Both structures are workable. Neither should put a serious investor off. What matters more is the quality of the legal advice you get at the time of purchase - in both markets, the difference between a clean transaction and a problem is almost always the notary and legal team, not the underlying structure.

The permit and development risk difference

This is where Tulum has a genuine problem that investors should not minimize.

A significant proportion of Tulum's development happened without proper permits. There have been demolition orders, enforcement actions, and title disputes affecting properties that buyers thought were clean. The cenote system that runs under Tulum means groundwater contamination is a real concern, and UNESCO has flagged environmental damage from overdevelopment. Several high-profile projects sold aggressively to international buyers and were then halted mid-construction.

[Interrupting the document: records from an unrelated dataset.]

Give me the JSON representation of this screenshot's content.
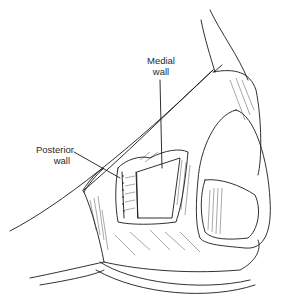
{
  "figure": {
    "type": "anatomical line illustration",
    "labels": {
      "medial_wall": [
        "Medial",
        "wall"
      ],
      "posterior_wall": [
        "Posterior",
        "wall"
      ]
    },
    "colors": {
      "ink": "#1a1a1a",
      "background": "#ffffff",
      "cavity_fill": "#ffffff"
    }
  }
}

Bali has its own regulatory complexity - Pink Zone restrictions, building height limits, religious land use rules. But the framework is more established, enforcement is better understood, and a reputable developer knows how to work within it. We have been operating here for over a decade. We know which zones allow what. We have never had a development halted post-sale.

The due diligence burden in Tulum is higher. That is not to say good projects do not exist there - they do. But the floor for research you need to do before committing is higher.

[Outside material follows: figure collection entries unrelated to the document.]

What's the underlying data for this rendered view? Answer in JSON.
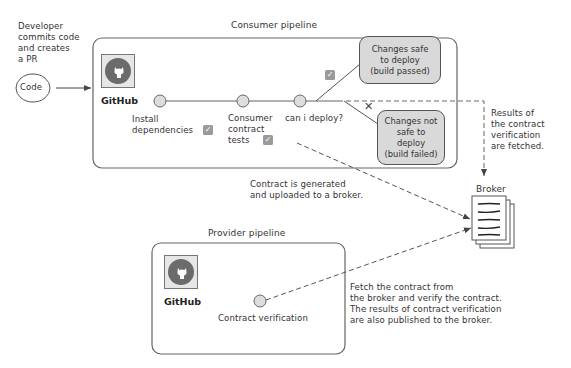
{
  "diagram": {
    "developer_note": "Developer\ncommits code\nand creates\na PR",
    "code_node": "Code",
    "consumer_pipeline": {
      "title": "Consumer pipeline",
      "github_label": "GitHub",
      "steps": [
        {
          "label": "Install\ndependencies",
          "status": "passed"
        },
        {
          "label": "Consumer\ncontract\ntests",
          "status": "passed"
        },
        {
          "label": "can i deploy?",
          "status": "decision"
        }
      ],
      "outcomes": {
        "safe": "Changes safe\nto deploy\n(build passed)",
        "not_safe": "Changes not\nsafe to\ndeploy\n(build failed)"
      },
      "check_mark": "✓",
      "fail_mark": "✕"
    },
    "provider_pipeline": {
      "title": "Provider pipeline",
      "github_label": "GitHub",
      "step": "Contract verification"
    },
    "broker": {
      "label": "Broker"
    },
    "annotations": {
      "contract_upload": "Contract is generated\nand uploaded to a broker.",
      "results_fetched": "Results of\nthe contract\nverification\nare fetched.",
      "provider_fetch": "Fetch the contract from\nthe broker and verify the contract.\nThe results of contract verification\nare also published to the broker."
    },
    "colors": {
      "stroke": "#555555",
      "node_fill": "#dddddd",
      "decision_fill": "#d9d9d9",
      "github_disc": "#6b6b6b",
      "check_fill": "#9a9a9a"
    }
  }
}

Hurricane risk: a real factor

Tulum sits on Mexico's Caribbean coast. It is in an active hurricane belt. The Yucatan Peninsula has been hit by multiple major storms in recent years, including Hurricane Beryl in 2024 which caused significant damage to Caribbean properties. Property insurance in hurricane zones is expensive and often has significant exclusions.

Bali is not in a hurricane or typhoon zone. The island has occasional volcanic activity (Mount Agung on the east side, well away from the main development areas) and some seismic activity, but the risk profile for an investment property in Canggu, Uluwatu, or Seminyak is dramatically lower than Caribbean coast exposure.

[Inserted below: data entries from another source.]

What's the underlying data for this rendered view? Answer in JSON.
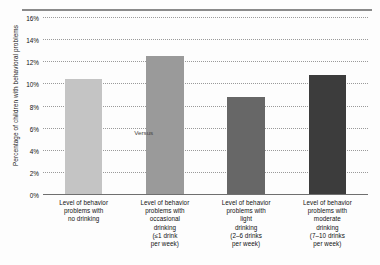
{
  "chart_data": {
    "type": "bar",
    "title": "",
    "subtitle": "",
    "xlabel": "",
    "ylabel": "Percentage of children with behavioral problems",
    "ylim": [
      0,
      16
    ],
    "ytick_labels": [
      "0%",
      "2%",
      "4%",
      "6%",
      "8%",
      "10%",
      "12%",
      "14%",
      "16%"
    ],
    "ytick_values": [
      0,
      2,
      4,
      6,
      8,
      10,
      12,
      14,
      16
    ],
    "grid": true,
    "legend": "none",
    "categories": [
      "Level of behavior problems with no drinking",
      "Level of behavior problems with occasional drinking (≤1 drink per week)",
      "Level of behavior problems with light drinking (2–6 drinks per week)",
      "Level of behavior problems with moderate drinking (7–10 drinks per week)"
    ],
    "category_lines": [
      [
        "Level of behavior",
        "problems with",
        "no drinking"
      ],
      [
        "Level of behavior",
        "problems with",
        "occasional",
        "drinking",
        "(≤1 drink",
        "per week)"
      ],
      [
        "Level of behavior",
        "problems with",
        "light",
        "drinking",
        "(2–6 drinks",
        "per week)"
      ],
      [
        "Level of behavior",
        "problems with",
        "moderate",
        "drinking",
        "(7–10 drinks",
        "per week)"
      ]
    ],
    "values": [
      10.4,
      12.5,
      8.8,
      10.8
    ],
    "bar_colors": [
      "#c4c4c4",
      "#9a9a9a",
      "#676767",
      "#3c3c3c"
    ],
    "annotations": [
      {
        "text": "Versus",
        "x_pct": 31,
        "y_value": 5.6
      }
    ]
  }
}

This affects both insurance costs and rental income continuity. A hurricane does not just damage buildings - it cancels bookings for months. That kind of income shock has no equivalent in Bali.

When Tulum might make sense

It is worth being honest about this. Tulum is not a bad market.

If you are based in the US or Canada and want a property you can physically visit easily, Tulum makes obvious geographic sense. The USD denomination of the rental market removes currency exposure that Indonesian Rupiah transactions introduce. If you are buying in a genuinely well-permitted project with a strong operator, yields in the 8-12% range are achievable. And the capital appreciation story, while more speculative than Bali's, is real in the right areas.

Some investors split their capital across both markets - Bali for income, Tulum for lifestyle access. That is a reasonable approach if the budget allows.

But if the primary question is "where does my money work hardest?" - Bali wins on yield, on seasonality, on development risk, and on the depth of the rental market. That is not a bias. That is what the numbers show.

The verdict

Summary

For pure yield: Bali. The numbers are not close. 12-16% net vs 6-9% net is a different asset class.

For lifestyle access from the US: Tulum wins on geography and USD simplicity.

For capital preservation and low catastrophic risk: Bali. No hurricane exposure, established legal structures, proven exit market.

For first-time international investors: Bali. The market is more mature, the management industry is more developed, and the due diligence bar is lower.

If you are reading this as a yield-focused investor looking at a $200K-$500K allocation, Bali is almost certainly the right answer. If you are trying to satisfy a personal use requirement alongside investment returns and you are based in North America, Tulum deserves serious consideration alongside Bali.

The comparison is closer than the yield gap suggests once you factor in everything. But the yield gap is real, and for most investors, it is the number that matters most.

Interested in a Bali Villa Investment?

We can walk you through specific developments, projected yields, and legal structures - no pressure. Just straight answers from a team that has been doing this for over a decade.